SIR MORTIMER WHEELER AND W.R.E.MITCHELMORE :

“Who was a Mortimer Wheeler? He only wrote a book”. So spoke a local worthy, Alderman W.R.E.Mitchelmore, three times Mayor of Yeovil but now (I think) remembered mainly as giving his name to a row of council housing. Mitchelmore was an amateur archaeologist whose knowledge was greatly exceeded, by his enthusiasm, he took great pride in his association with the Westland dig undertaken at the request of the Town Council by the celebrated Mortimer Wheeler. That he (Mitchelmore) actually did some work on this dig is perpetuated by official sources (extracted. from the Proceedings) which reproduced a photograph of the worthy Alderman attacking a small stone with a large hammer. I have the feeling he always thought of Westland as of “his dig”. My memories of Mitchelmore are numerous and varied since I was in almost daily contact with him, but I began this paragraph with Wheeler principally in mind. An account of his work in India and Pakistan published in 1976 contains some astonishing photographs including one with Leslie Alcock (who will be known to many of us) surmounting a colossal pyramid of the workforce at Mohenjo-Daro. The opening paragraph of the book is revealing. In it Sir Brian Horrocks is described apprising Wheeler of his appointment as Director General of Archaeology in India while both were engaged in fighting Rommel in the Western Desert, and saying with a tinge of regret “you know Mortimer, I always thought of you as a soldier”. Looking back on his career one feels Mortimer might have become equally famous as a military man. My own recollections are confined to a memorable evening at the BBC, when the television programme “Animal, Vegetable, Mineral?” was widely popular. and Yeovil Museum contributed (I think) two objects with the hope of puzzling the experts. Beside Mortimer the only expert that night was Sir Thomas Bodkin, a little man with a goatee beard from Dublin.

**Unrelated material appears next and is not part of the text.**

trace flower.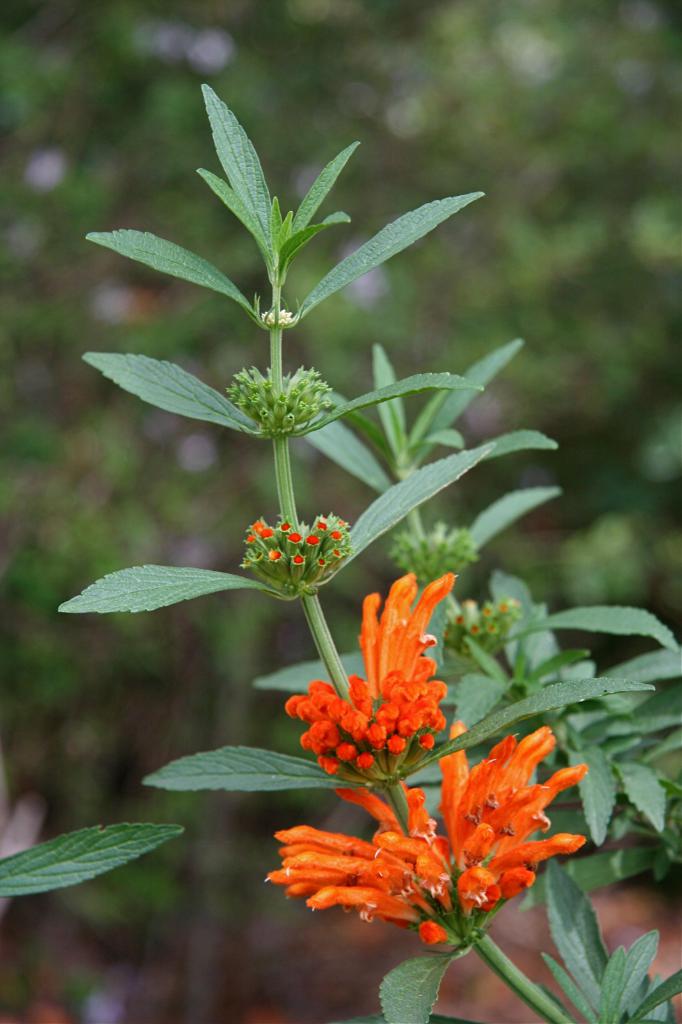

At the dinner preceding the show Wheeler was at his most rumbustious but appeared sober as a judge when it was time for the programme, under the urbane chairmanship of Glyn Daniel, to go on the air. It was decided one of the objects could be a mason’s level (or some primitive equivalent) thought possibly to have been used in the building of St.John’s, Yeovil, Church Tower and the other object the Roman figure which is one of the Museums prize possessions: the bronze god Mars, to whom one Iaventus Sabinus pays his vows “gladly, willingly, deservedly”. It was on this occasion that Wheeler used the phrase “I was there when it was dug up”, which later became a great joke. The published life by Jacquetta Hawker reveals the man’s astonishing energy.

W.H.J.CLIFFORD :

Returning to the “Proceedings,”, in the year 1897 we find the President of the Society was, of all people, a Roman Catholic Bishop, W.H.J. Clifford. He was a keen archaeologist attending every meeting, usually with his friend and colleague Bishop George Errington. This industrious, socially gifted and urbane pair confuted the then popular idea. that Roman Catholic Bishops were all adorned with horns and a tail. Membership of the Society in those days, judging by the authorship of papers and addresses, seems to have been largely confined to Anglican clergy and the well-to-do, being the class of persons most likely to have the necessary leisure. Clifford’s name occurs with some frequency and on one occasion he is described as contributing a “very bright gleam of light” by identifying as a holy-water stoup an object which an Anglican Vicar had pronounced to be an alms box. In his presidential address concerning the Alfred jewel he advanced the theory that it was in fact, the handle of a book-staff or pointer, long since decayed. It was, additionally one of those which were worked by order of Alfred himself and inserted in the. “Herdsman’s book”. To account for the location he suggested it had been presented to the Abbot of Athelney. This last idea may have been to stir up speculation on the matter since I note from Mrs. Lovett Turner’s Somerset and others the actual location of the find was North Newton two or three miles distant from the Abbey. As a representative of one of the oldest recusant Catholic families, Clifford might well have been eligible for higher office but his opposition to the 1870 Papal decree changed all that and lie died quietly in retirement in 1893.